Rivers Edge - movie for a rainy afternoon


River's Edge - Opinion - Far Out Magazine
(Credit: Island Pictures)

Hear Me Out: ‘River’s Edge’ is the best movie for a rainy afternoon

Tue 17 September 2024 13:30, UK
As the days shorten and the gloom sets in, it’s important to look for the positives. Surely chief among them is accidentally stumbling upon the perfect movie-watching weather, especially as fallen leaves, brisk evenings, and interminable twilights increasingly mark the days.
But while the autumn is usually reserved for the annual spooky festivities and the inevitable run of horror properties making a quick grab for the Halloween buck, there’s a film that goes perfectly with a rainy afternoon, regardless of the season.
River’s Edgeis a 1986 crime drama set in Northern California, following a group of teens who find themselves helping a friend cover up the murder of his girlfriend—a girl they were all close to. As dark and nihilistic as the premise sounds, the film is elevated by a heightened sense of camp, making it both unsettling and immensely watchable. Its moody atmosphere and raw performances contribute to its lasting impact as a cult classic.
A young Keanu Reeves anchors the film as Matt, a post-punk cypher and would-be moral centre if the story didn’t play out like a small-town version of Less than Zero. He and his pack of doomed friends dress and act a bit like the vampiric Lost Boys if they could go out in the sunlight. Not that it makes a difference – the film is as damp as it is camp, with its Los Angeles location shoots somehow able to portray the perpetual gloaming of the Pacific Northwest accurately. In this town, it appears to always be drizzling.
And as much as a time capsule as the costuming and the thrash metal and post-punk soundtrack featuring Slayer, Agent Orange, and Wipers are the pair of character actors who elevate something trashy into something great. Eternal lunatic Crispin Glover tears through school hallways and video arcades as the hyper-manic Layne, a teenager who will do anything – literally anything – for his friends.
Then there’s intergenerational oddball Dennis Hopper, playing a drug dealer with a murky but likely blood-soaked past and a domestic relationship with a blow-up doll. Filmed in the same year as Blue Velvet, it appears that more than a little Frank Booth leaked over into his performance.
At its heart, River’s Edge shares DNA with ancestors like Rebel Without a Cause or The Outsiders and the works of Larry Clark. It’s a dark and sardonic answer to Pump Up the Volume or Empire Records, capturing the moral panic of a time when the American media machine was all revved up about teenagers conducting satanic rituals and listening to records backwards in the backwoods.
River’s Edge is a film that doesn’t really refute any of the misinformation that ran rampant at the time – not every teen was Ricky ‘The Acid King’ Kasso – but instead takes the milieu of teenage hopelessness and uses it for a schlocky rain-soaked playground. At the time, that might have been irresponsible. Nowadays, it’s both a great museum piece and a great time.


### WHAT THE TASK REQUIRES
Spot each line in the records below where the word "name" occurs, then copy it.

##########

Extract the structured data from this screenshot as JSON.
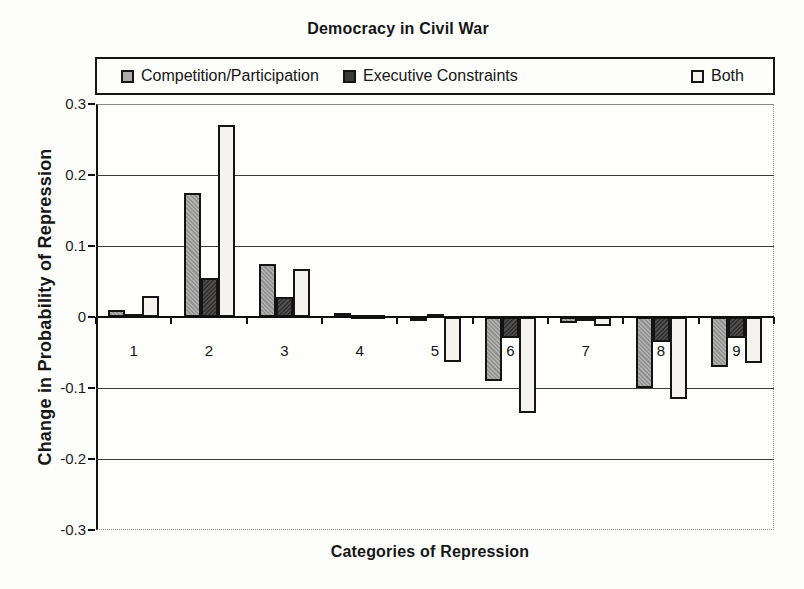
{
  "title": "Democracy in Civil War",
  "y_axis": {
    "label": "Change in Probability of Repression",
    "ticks": [
      {
        "label": "0.3",
        "value": 0.3
      },
      {
        "label": "0.2",
        "value": 0.2
      },
      {
        "label": "0.1",
        "value": 0.1
      },
      {
        "label": "0",
        "value": 0.0
      },
      {
        "label": "-0.1",
        "value": -0.1
      },
      {
        "label": "-0.2",
        "value": -0.2
      },
      {
        "label": "-0.3",
        "value": -0.3
      }
    ]
  },
  "x_axis": {
    "label": "Categories of Repression",
    "categories": [
      "1",
      "2",
      "3",
      "4",
      "5",
      "6",
      "7",
      "8",
      "9"
    ]
  },
  "chart_data": {
    "type": "bar",
    "title": "Democracy in Civil War",
    "xlabel": "Categories of Repression",
    "ylabel": "Change in Probability of Repression",
    "categories": [
      1,
      2,
      3,
      4,
      5,
      6,
      7,
      8,
      9
    ],
    "series": [
      {
        "name": "Competition/Participation",
        "color": "#ababab",
        "values": [
          0.01,
          0.175,
          0.075,
          0.005,
          -0.002,
          -0.09,
          -0.008,
          -0.1,
          -0.07
        ]
      },
      {
        "name": "Executive Constraints",
        "color": "#3a3a3a",
        "values": [
          0.004,
          0.055,
          0.028,
          0.002,
          0.004,
          -0.03,
          -0.002,
          -0.035,
          -0.03
        ]
      },
      {
        "name": "Both",
        "color": "#f4f3ee",
        "values": [
          0.03,
          0.27,
          0.067,
          0.001,
          -0.063,
          -0.135,
          -0.012,
          -0.115,
          -0.065
        ]
      }
    ],
    "ylim": [
      -0.3,
      0.3
    ],
    "ytick_step": 0.1,
    "grid": true,
    "legend_position": "top"
  }
}
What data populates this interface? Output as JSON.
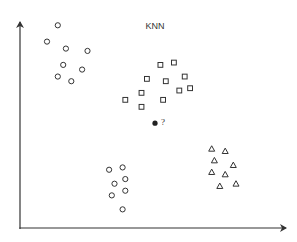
{
  "diagram": {
    "title": "KNN",
    "query_label": "?",
    "colors": {
      "ink": "#333333",
      "background": "#ffffff"
    },
    "axes": {
      "x_arrow": true,
      "y_arrow": true
    },
    "classes": [
      {
        "name": "class-circle-top",
        "marker": "circle",
        "points": [
          [
            0.14,
            0.87
          ],
          [
            0.1,
            0.8
          ],
          [
            0.17,
            0.77
          ],
          [
            0.25,
            0.76
          ],
          [
            0.16,
            0.7
          ],
          [
            0.23,
            0.68
          ],
          [
            0.14,
            0.65
          ],
          [
            0.19,
            0.63
          ]
        ]
      },
      {
        "name": "class-square",
        "marker": "square",
        "points": [
          [
            0.52,
            0.7
          ],
          [
            0.57,
            0.71
          ],
          [
            0.47,
            0.64
          ],
          [
            0.54,
            0.63
          ],
          [
            0.61,
            0.65
          ],
          [
            0.45,
            0.58
          ],
          [
            0.53,
            0.55
          ],
          [
            0.59,
            0.59
          ],
          [
            0.63,
            0.6
          ],
          [
            0.39,
            0.55
          ],
          [
            0.45,
            0.52
          ]
        ]
      },
      {
        "name": "class-circle-bottom",
        "marker": "circle",
        "points": [
          [
            0.33,
            0.25
          ],
          [
            0.38,
            0.26
          ],
          [
            0.35,
            0.19
          ],
          [
            0.39,
            0.21
          ],
          [
            0.34,
            0.14
          ],
          [
            0.39,
            0.16
          ],
          [
            0.38,
            0.08
          ]
        ]
      },
      {
        "name": "class-triangle",
        "marker": "triangle",
        "points": [
          [
            0.71,
            0.34
          ],
          [
            0.76,
            0.33
          ],
          [
            0.72,
            0.29
          ],
          [
            0.79,
            0.27
          ],
          [
            0.71,
            0.24
          ],
          [
            0.76,
            0.23
          ],
          [
            0.8,
            0.19
          ],
          [
            0.74,
            0.18
          ]
        ]
      }
    ],
    "query_point": [
      0.5,
      0.45
    ]
  }
}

##########

### OUTPUT FOR THIS EXERCISE
        "name": "Competition/Participation",
        "name": "Executive Constraints",
        "name": "Both",
        "name": "class-circle-top",
        "name": "class-square",
        "name": "class-circle-bottom",
        "name": "class-triangle",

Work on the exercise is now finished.